SuperMoon

Image of SuperMoon
Author(s): 
Release Date: 
June 12, 2018
Publisher/Imprint: 
Feiwel & Friends
Pages: 
400
Reviewed by: 

Two young women—one trying to escape her destiny on the moon, one trying to better her life on Earth—find romance and purpose in this low-stakes young adult sci fi novel.

Uma Jemison was born on Earth to poor parents. Determined that their daughter should have a chance at a better life they have her tested for, and eventually accepted into, an elite training academy on the moon. Uma must complete her schooling whereupon she may take a 28-day leave of absence, then must return to the moon to get her permanent work assignment.

Talitha Neva and her twin brother make ends meet on Earth by scavenging, impersonating, and hacking buy links on social media feeds. They’ve come a long way from scrawny, starving kids, and have made careers out of social media shaming elitist consumer culture.

As a complete narrative, it was unclear what this book was trying to accomplish. Likewise its theme seemed muddled. The front cover teaser reads “IS THEIR LOVE WRITTEN IN THE STARS?” yet the back blurb is only a first-person account of Uma’s distaste for a permanent work assignment.

The narrative is similarly disjointed. What appears to start as a young woman’s yearning for a freedom she has been denied soon mutates into an over-the-top diatribe on consumerism. The initial through line—Uma getting to go back to Earth for Sol—was weak motivation at best and was thwarted early on in the book, leaving the reader with no real direction.

Across the board the characters were problematic. Uma and Talitha have no distinct voices, instead blending into fundamentally the same character. Chapters where the two interact are painstaking to read, as dialogue tags must be followed diligently to discern whose point of view one is in and who is speaking at any given time.

Due to the first person POV, the alternating chapters between Uma and Talitha could be just as easily read as two different timelines of the same character, so similar are the voices and lack of agency of the characters. Both whine about the unfairness of life.
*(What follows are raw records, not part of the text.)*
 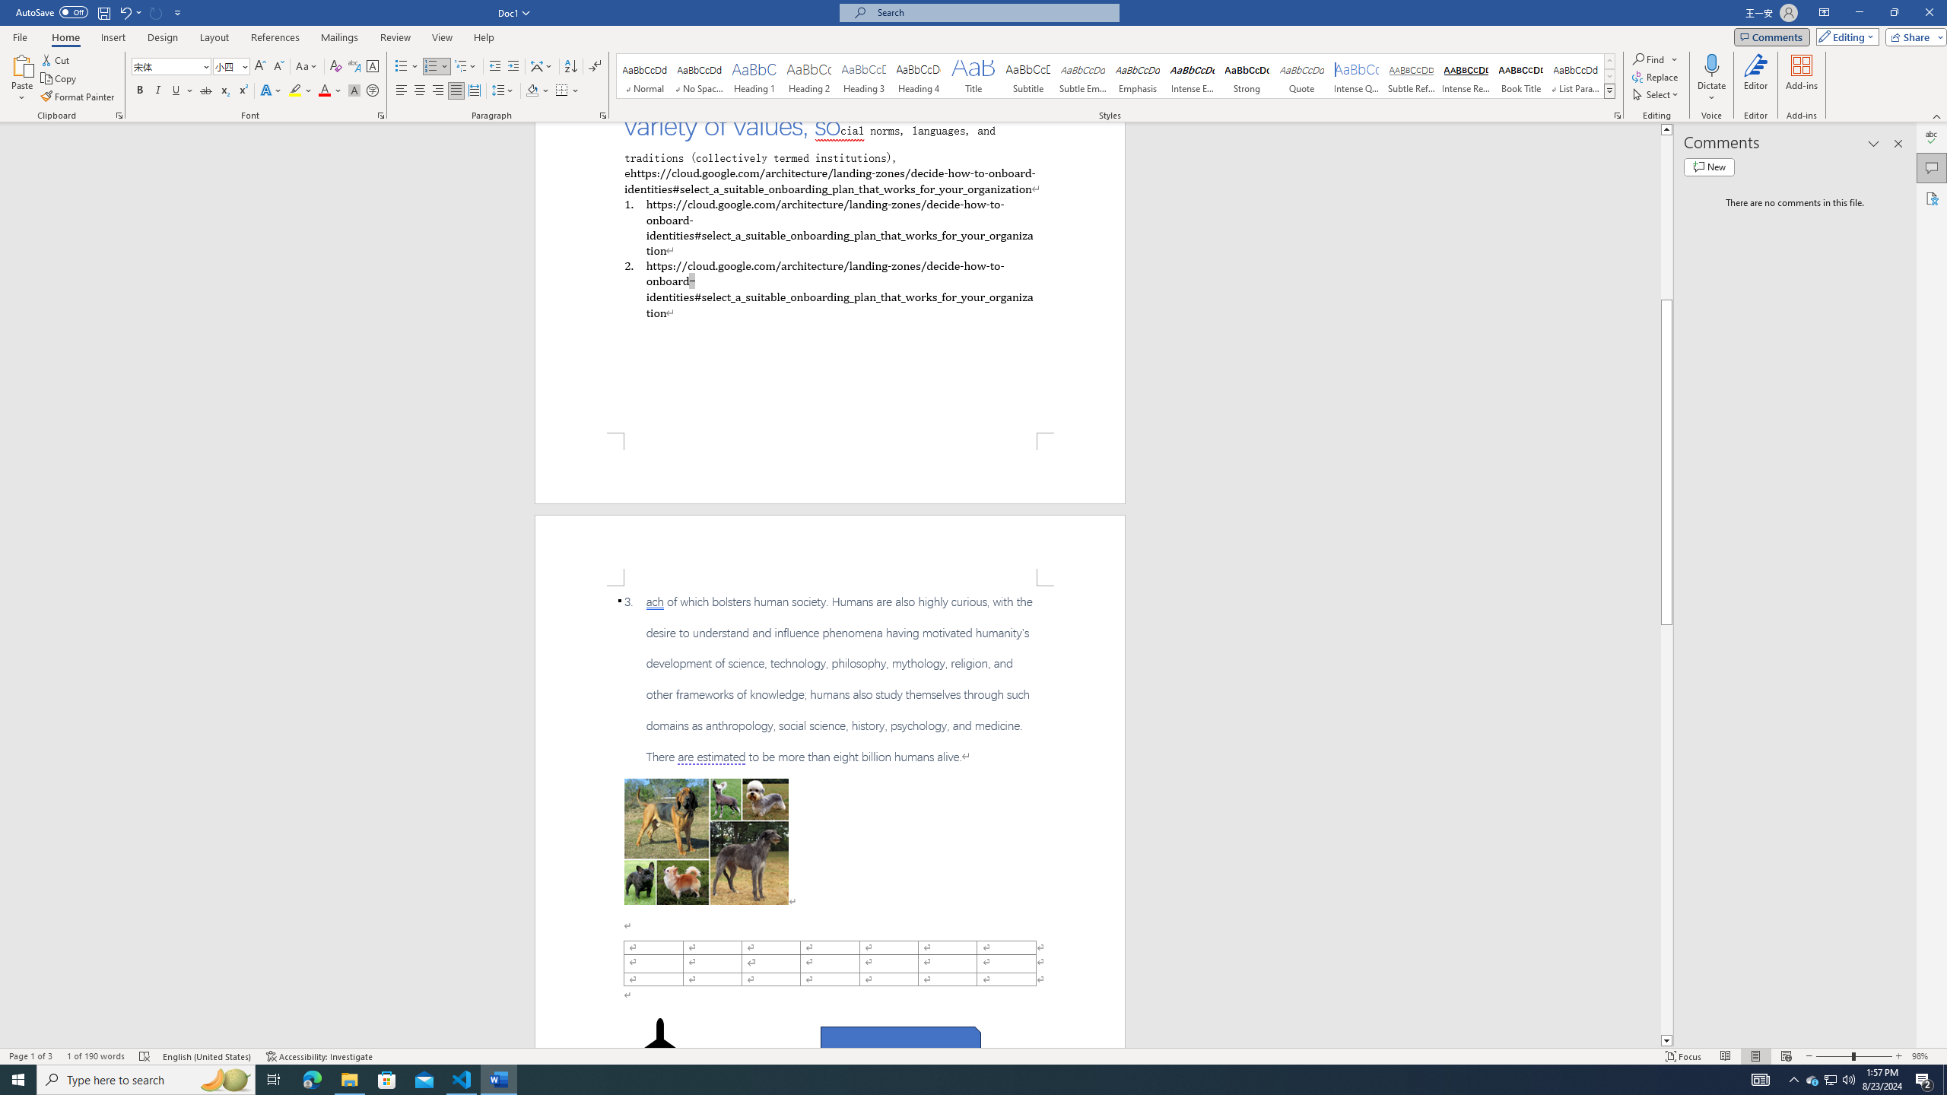 What do you see at coordinates (1667, 1041) in the screenshot?
I see `Line down` at bounding box center [1667, 1041]. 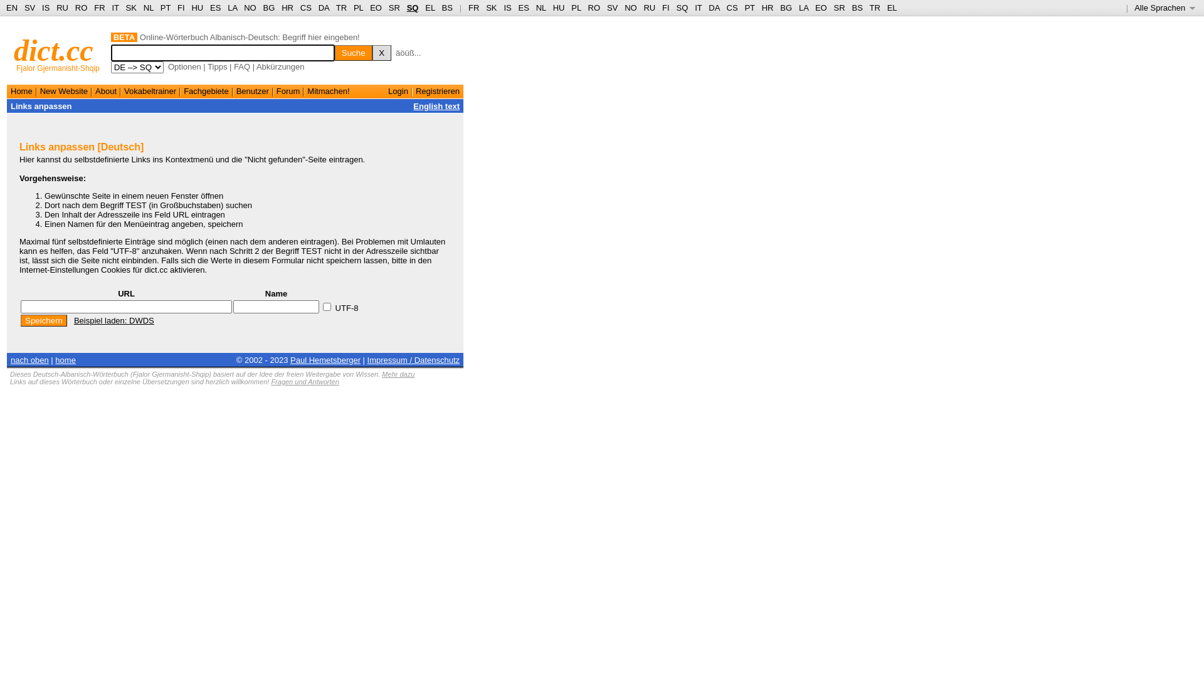 I want to click on ES, so click(x=524, y=8).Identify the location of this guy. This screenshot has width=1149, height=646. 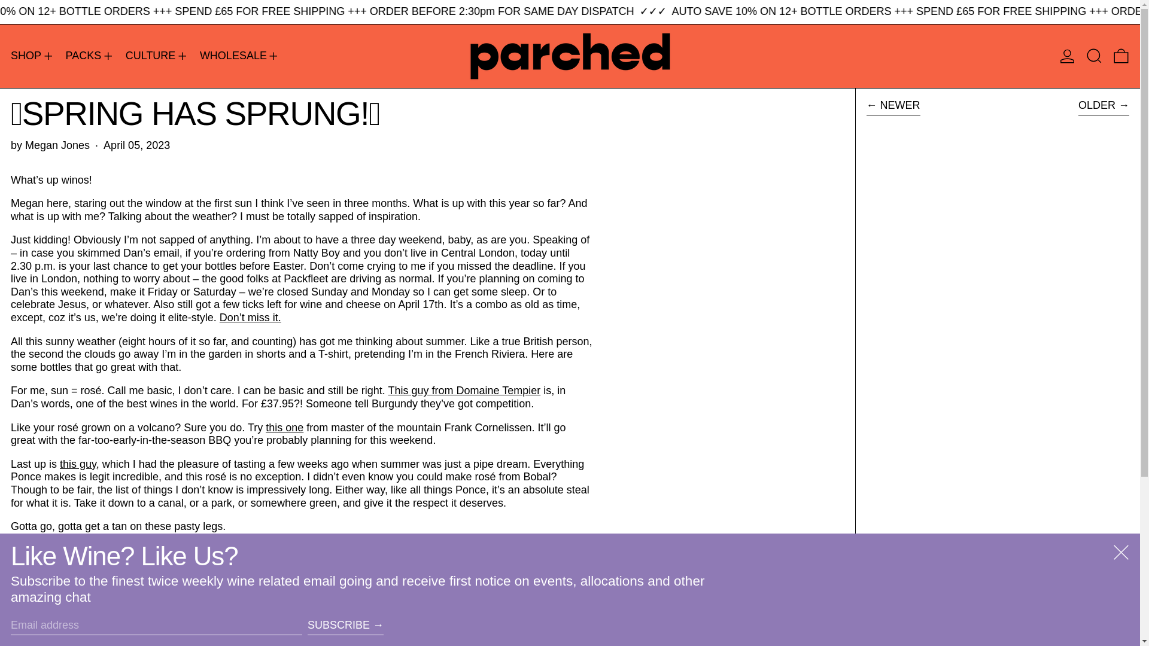
(78, 464). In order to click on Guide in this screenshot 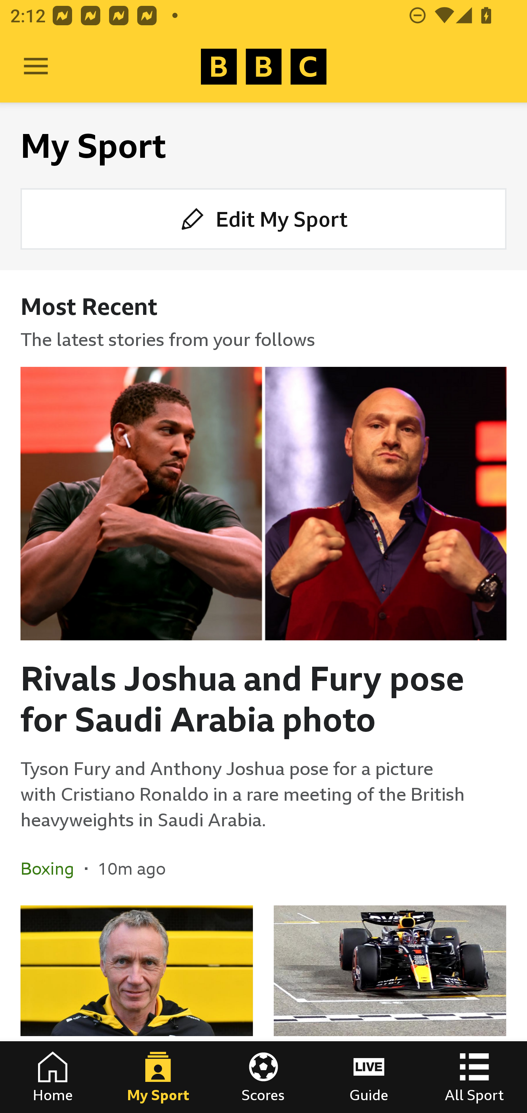, I will do `click(369, 1077)`.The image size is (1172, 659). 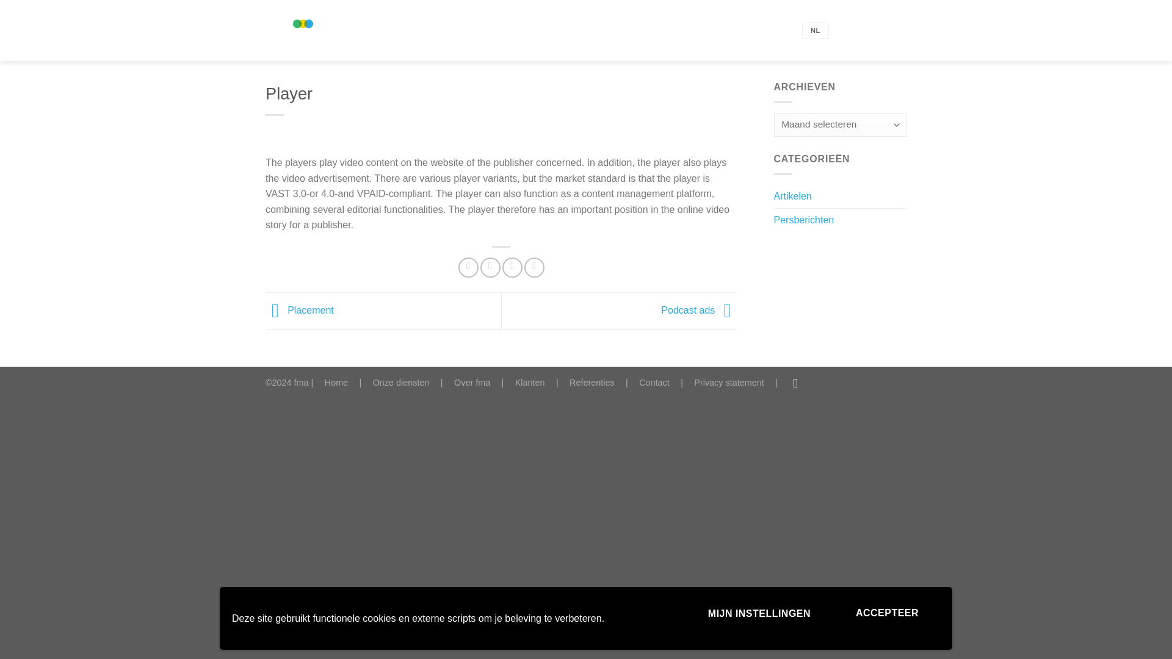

Both must be driven to action by their male counterparts. Both seek a change in life but are unwilling or unable to elicit that change for themselves.

The strongest character in the book is Talitha’s twin brother, the third POV (and also in first person). Although Castor’s page time is limited, it is he who drives the plot in the first one hundred pages and actually brings about events. As the plot meanders and fails to pick up any sort of steam, it is only Castor who manages to elicit reader empathy and interest.

Side characters as well lack any amount of depth and serve as poor plot devices. Particularly odorous is the young man who occasionally works with Talitha and Castor, who is known to be pursuing Talitha and in one scene, forcibly kisses her. Talitha, instead of raging or acting, allows the kiss although it bothers her, because it is just something she needs to do to win favor.

Outside of the characters and generalized voice the pacing of the book was painfully slow. A true through line never appears and the characters seem to wander sometimes tangentially to what would be a logical plot. The anti-consumerism message is heavy handed, most scenes lack any relevant tension, and the romance relies too heavily on “insta-love” tropes and the novelty of lesbian pairings.

Lackluster from the start and increasingly frustrating as it progresses, Supermoon is an easy miss, especially in a YA market currently producing some stellar science fiction and fantasy. Three first person POVs, lack of any character three dimensionality, a weak, sometimes invisible plot, and poor agency mark this book as more of wandering first draft than a polished work of science fiction.